With its network of services across the state, MMI was a perfect partner for the effort, he said.

“We’ve had a longstanding partnership with MMI, and we have great respect for them and what they do,” he said. “MMI’s parent resource coordinators serve a unique and valuable role to the families we work with. We knew if we could get the kits to them, they would act as a superhighway to get them to the families who need them.”

Candi Koenig, a PRC based in Kearney, said MMI professionals had recognized the challenges caused for families when access to schools and services became limited in the spring and summer.

“We saw that children with autism were regressing in terms of their social behaviors and skills,” she said. “AAP’s kits are filled with sensory materials to help kids get focused and activities families can do together.”

Koenig originally asked Dougherty for 25 kits to share directly with families in the Kearney area. However, as AAP continued to receive requests from additional partners, she agreed to accept 300 kits and distribute them to community partners in the Kearney and Holdrege areas. PRCs in Lincoln, Columbus/Norfolk and Omaha also have received kits to distribute.

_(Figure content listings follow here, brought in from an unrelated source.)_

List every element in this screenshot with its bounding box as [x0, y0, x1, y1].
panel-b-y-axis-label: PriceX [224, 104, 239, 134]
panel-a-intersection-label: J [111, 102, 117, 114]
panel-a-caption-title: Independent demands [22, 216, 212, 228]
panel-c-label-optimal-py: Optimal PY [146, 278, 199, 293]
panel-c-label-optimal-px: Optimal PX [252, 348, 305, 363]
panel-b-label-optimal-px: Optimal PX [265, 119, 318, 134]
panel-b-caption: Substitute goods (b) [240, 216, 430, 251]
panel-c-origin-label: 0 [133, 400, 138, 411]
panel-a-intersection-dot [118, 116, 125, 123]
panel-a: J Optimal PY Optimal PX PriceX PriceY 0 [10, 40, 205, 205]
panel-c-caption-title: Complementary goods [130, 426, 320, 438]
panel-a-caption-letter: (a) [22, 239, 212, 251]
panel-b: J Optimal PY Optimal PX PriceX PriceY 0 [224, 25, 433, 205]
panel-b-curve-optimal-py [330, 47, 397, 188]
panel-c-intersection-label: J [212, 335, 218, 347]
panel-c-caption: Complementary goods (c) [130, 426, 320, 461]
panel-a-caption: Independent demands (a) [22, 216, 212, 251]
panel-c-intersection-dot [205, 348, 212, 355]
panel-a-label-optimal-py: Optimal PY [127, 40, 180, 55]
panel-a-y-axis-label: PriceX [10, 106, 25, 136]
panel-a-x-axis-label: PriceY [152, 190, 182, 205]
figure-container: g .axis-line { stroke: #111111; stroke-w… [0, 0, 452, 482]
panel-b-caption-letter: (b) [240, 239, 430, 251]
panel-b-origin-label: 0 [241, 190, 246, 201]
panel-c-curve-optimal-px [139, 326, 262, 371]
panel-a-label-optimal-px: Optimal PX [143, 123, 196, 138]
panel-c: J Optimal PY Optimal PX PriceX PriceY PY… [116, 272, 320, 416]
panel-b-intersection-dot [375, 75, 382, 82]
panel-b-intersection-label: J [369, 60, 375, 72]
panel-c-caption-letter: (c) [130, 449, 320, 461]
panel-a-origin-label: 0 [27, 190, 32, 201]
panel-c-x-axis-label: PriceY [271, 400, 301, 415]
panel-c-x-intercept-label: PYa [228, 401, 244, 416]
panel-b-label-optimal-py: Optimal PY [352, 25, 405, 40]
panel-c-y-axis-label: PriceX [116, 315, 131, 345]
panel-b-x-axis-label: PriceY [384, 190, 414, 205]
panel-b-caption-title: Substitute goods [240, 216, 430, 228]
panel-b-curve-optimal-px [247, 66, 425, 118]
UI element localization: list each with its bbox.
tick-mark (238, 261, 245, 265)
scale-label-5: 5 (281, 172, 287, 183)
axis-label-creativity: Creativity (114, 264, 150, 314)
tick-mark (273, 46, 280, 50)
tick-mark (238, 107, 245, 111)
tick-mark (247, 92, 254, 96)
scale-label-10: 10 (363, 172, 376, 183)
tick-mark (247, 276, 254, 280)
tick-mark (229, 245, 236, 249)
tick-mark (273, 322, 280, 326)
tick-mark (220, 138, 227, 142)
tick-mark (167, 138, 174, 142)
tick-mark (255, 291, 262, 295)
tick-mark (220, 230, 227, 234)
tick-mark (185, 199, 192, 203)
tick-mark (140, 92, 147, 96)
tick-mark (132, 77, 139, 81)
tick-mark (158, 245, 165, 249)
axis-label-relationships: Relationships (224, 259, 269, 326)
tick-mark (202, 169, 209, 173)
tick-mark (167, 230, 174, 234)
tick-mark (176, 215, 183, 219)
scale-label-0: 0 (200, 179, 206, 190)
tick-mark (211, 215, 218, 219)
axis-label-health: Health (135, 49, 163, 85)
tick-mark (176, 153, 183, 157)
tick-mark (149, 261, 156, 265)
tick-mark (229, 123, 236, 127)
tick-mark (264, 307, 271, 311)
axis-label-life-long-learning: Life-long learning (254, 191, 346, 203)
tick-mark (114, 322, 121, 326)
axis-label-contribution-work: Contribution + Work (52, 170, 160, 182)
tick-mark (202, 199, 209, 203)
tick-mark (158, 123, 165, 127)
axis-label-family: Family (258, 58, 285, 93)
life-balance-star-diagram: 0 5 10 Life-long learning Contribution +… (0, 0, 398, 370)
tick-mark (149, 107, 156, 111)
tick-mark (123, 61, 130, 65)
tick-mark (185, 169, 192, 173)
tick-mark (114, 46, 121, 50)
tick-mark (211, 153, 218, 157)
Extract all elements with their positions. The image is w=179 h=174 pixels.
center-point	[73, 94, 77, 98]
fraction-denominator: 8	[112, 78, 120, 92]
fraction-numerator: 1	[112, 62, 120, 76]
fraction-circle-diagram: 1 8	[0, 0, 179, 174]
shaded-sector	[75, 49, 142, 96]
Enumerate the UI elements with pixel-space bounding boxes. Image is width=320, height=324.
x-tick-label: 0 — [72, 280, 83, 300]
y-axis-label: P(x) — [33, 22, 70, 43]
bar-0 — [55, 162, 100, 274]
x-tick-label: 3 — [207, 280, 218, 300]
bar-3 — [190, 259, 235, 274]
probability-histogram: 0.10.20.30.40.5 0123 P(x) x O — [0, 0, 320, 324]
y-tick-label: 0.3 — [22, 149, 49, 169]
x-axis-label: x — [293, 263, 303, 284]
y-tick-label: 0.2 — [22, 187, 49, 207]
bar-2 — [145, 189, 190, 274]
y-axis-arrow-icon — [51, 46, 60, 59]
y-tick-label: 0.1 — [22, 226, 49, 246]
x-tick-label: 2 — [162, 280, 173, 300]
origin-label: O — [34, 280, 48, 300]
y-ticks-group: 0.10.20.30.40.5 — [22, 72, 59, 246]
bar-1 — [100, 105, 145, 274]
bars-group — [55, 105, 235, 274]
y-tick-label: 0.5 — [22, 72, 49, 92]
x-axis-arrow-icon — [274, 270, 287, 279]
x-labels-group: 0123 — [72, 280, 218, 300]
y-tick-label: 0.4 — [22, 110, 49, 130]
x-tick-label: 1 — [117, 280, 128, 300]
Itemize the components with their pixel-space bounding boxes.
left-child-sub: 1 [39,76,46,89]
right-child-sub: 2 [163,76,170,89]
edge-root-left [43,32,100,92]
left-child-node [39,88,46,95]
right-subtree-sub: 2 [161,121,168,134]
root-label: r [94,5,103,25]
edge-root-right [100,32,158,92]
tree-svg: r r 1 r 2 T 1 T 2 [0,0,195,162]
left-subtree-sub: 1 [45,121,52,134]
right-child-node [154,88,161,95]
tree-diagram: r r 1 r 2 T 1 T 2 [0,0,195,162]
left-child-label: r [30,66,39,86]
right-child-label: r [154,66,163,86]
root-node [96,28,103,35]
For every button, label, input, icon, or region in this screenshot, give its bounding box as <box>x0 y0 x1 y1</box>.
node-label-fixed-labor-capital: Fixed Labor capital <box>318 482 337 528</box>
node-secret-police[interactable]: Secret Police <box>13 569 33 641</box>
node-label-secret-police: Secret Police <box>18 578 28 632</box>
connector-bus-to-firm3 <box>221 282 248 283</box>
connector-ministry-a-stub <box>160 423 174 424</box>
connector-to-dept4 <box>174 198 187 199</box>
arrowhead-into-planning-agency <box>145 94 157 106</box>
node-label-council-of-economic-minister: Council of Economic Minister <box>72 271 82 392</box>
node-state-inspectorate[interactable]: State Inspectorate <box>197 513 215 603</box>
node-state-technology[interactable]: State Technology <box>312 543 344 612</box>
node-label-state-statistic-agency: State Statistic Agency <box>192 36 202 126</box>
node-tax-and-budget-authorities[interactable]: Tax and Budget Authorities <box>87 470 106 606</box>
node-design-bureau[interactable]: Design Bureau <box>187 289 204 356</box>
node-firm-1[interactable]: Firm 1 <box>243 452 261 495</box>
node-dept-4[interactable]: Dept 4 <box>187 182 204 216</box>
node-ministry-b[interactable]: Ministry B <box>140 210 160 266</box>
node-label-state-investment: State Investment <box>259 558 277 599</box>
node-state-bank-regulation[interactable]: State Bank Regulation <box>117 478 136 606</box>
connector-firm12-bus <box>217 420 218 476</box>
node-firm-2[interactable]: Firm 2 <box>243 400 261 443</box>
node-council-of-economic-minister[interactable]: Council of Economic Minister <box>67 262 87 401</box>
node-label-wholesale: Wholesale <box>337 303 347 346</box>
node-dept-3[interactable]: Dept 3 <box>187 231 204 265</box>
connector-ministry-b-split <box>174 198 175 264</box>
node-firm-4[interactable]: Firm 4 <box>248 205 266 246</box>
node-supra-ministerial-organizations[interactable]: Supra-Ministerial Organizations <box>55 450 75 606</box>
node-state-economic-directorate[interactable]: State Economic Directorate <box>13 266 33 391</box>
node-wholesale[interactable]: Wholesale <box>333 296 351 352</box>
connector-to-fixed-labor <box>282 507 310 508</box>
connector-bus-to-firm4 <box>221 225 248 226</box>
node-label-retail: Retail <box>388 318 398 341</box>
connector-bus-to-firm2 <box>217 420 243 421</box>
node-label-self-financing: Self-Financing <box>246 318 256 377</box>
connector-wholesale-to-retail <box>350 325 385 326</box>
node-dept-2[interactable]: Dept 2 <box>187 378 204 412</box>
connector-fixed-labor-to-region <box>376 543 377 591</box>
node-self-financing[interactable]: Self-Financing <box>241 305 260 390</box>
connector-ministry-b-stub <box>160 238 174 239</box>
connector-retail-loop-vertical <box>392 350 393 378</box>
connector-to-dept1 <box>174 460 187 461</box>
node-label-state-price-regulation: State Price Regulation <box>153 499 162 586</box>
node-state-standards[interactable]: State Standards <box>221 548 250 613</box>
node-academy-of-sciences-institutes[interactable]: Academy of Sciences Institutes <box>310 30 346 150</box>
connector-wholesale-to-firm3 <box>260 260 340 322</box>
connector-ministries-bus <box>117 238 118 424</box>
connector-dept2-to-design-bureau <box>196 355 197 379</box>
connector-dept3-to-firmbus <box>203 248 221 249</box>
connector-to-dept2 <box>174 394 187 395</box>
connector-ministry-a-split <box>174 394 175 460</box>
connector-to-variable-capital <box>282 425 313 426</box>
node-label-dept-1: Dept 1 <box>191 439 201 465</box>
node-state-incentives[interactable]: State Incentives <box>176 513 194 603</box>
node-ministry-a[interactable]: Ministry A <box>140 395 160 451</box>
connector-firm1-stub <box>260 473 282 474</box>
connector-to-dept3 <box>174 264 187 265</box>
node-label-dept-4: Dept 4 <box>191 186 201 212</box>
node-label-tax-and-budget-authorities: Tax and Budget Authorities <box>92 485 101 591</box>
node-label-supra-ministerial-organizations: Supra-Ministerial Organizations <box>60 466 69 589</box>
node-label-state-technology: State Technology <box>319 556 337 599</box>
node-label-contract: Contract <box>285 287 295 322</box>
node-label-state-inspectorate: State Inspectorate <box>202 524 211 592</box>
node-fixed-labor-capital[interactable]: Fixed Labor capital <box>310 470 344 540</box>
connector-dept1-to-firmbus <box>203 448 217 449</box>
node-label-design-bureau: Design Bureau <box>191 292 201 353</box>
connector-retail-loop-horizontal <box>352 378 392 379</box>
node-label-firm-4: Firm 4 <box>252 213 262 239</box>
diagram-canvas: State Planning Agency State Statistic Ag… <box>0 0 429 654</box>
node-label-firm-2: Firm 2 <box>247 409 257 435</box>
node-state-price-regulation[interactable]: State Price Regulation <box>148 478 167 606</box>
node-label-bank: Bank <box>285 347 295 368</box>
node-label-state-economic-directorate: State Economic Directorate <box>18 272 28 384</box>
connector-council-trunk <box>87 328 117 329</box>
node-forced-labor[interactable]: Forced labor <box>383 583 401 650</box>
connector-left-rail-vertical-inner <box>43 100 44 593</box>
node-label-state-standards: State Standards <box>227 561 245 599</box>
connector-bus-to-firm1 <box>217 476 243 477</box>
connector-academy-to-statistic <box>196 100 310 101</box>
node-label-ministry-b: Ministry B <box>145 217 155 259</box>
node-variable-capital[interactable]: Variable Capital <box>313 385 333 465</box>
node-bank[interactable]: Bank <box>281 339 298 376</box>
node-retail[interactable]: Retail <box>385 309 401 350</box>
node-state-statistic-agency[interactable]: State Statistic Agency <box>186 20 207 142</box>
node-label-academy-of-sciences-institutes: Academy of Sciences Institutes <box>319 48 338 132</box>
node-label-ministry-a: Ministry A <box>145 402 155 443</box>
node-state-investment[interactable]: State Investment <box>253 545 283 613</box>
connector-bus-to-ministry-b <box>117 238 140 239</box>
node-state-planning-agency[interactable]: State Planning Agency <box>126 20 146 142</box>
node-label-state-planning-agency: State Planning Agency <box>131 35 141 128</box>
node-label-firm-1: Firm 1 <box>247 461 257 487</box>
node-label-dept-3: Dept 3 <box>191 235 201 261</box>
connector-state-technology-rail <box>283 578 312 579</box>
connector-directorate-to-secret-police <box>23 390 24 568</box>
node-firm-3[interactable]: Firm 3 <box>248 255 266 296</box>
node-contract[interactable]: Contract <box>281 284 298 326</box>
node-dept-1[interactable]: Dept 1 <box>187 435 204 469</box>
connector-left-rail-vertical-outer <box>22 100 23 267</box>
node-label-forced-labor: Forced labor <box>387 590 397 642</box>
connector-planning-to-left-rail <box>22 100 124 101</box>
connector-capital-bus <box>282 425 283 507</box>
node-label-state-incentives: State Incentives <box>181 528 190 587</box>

“This is a true example of community partnership and how we leverage resources and work together to make sure children with intellectual and developmental disabilities and their families across the state get the resources they need,” said Sarah Swanson, assistant professor and program manager of the PRC program at MMI.

Sarah Kuhl is the co-owner of The Spectrum Center for Autism in Kearney, one of the longtime community partners where Koenig helped AAP deliver kits so they could be shared with client families.

“The response has been great,” Kuhl said. “Several of our parents can’t believe how much is in the kit — they’re surprised at the amount of materials.

Kuhl said the kits have proven popular, especially since families have been telling her since March that the lack of structured activity has been difficult for their children.

“These kits are wonderful,” she said.

Dougherty said AAP initially piloted the idea with 300 families, and the response was so positive that AAP supporters, including the board of directors, were enthusiastic about expanding the effort.

“Parents across the country and the world during this pandemic have been asked to be their children’s teacher — everyone understands that,” he said. “Families with school-age children who have disabilities (like autism) are asked not only to be teachers but speech therapists, behavioral specialists, occupational therapists, physical therapists — all these services to which they now have only limited access or have completely lost access. And even if they can access services online, they might not have supplies and tools at house, especially in rural Nebraska, to work with their children.

“These kits are designed to help address that.”

Dougherty stressed that the kits are a community effort, with support from community partners such as MMI, Boystown, Nebraska Educational Service Units (ESUs), businesses such as Werner Enterprises, and many volunteers.

“This is an example of the type of community we have and the solidarity and unity within the autism community across the state of Nebraska,” he said.